On their microfluidic chip, Nagrath’s team grew dense forests of molecular chains, each equipped with an antibody to grab onto cancer cells.

Even after the cells are caught, it’s still hard to run a robust analysis on just a handful of them, the researchers say. That’s why this demonstration of highly sensitive tumor cell capture, combined with the ability to grow the cells in the same device, is so promising.

Hyeun Joong Yoon, a postdoctoral researcher in the Nagrath lab with a background in electrical engineering, was instrumental in making the microfluidic chip. He started with a silicon base and added a grid of nearly 60,000 flat gold shapes, like four-petaled flowers, each no wider than a strand of hair.

The gold flowers naturally attracted a relatively new material called graphene oxide. These sheets of carbon and oxygen, just a few atoms thick, layered themselves over the gold. This layered formation allowed the team to grow the tumor-cell-catching molecular chains so densely.

“It’s almost like each graphene has many nano-arms to capture cells,” Nagrath said.
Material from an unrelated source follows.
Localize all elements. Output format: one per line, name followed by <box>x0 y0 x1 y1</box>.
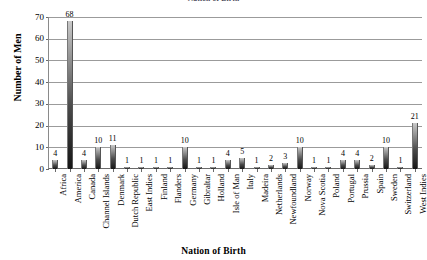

To test the device, the team ran one-milliliter samples of blood through the chip’s thin chamber. Even when they had added just three-to-five cancer cells to the 5-10 billion blood cells, the chip was able to capture all of the cells in the sample half the time, with an average of 73 percent over 10 trials.

“That’s the highest anybody has shown in the literature for spiking such a low number of cells,” Nagrath said.

The team counted the captured cancer cells by tagging them with fluorescent molecules and viewing them through a microscope. These tags made the cancer cells easy to distinguish from accidentally caught blood cells. They also grew breast cancer cells over six days, using an electron microscope to see how they spread across the gold flowers.

“When you have individual cells, the amount of material in each cell is often so small that it’s hard to develop molecular assays,” Wicha said. “This device allows the cells to be grown into larger quantities so you can do a genetic analysis more easily.”

The chip could capture pancreatic, breast and lung cancer cells from patient samples. Nagrath was surprised that the device was able to catch about four tumor cells per milliliter of blood from the lung cancer patients, even though they had the early-stage form of the disease.

Working in a team that comprises both engineers and medical professionals at U-M, Nagrath is optimistic that the new technique could reach clinics in three years.

The paper is titled “Sensitive capture of circulating tumor cells by functionalized graphene oxide nanosheets.” The university is pursuing patent protection for the intellectual property and is seeking commercialization partners to help bring the technology to market.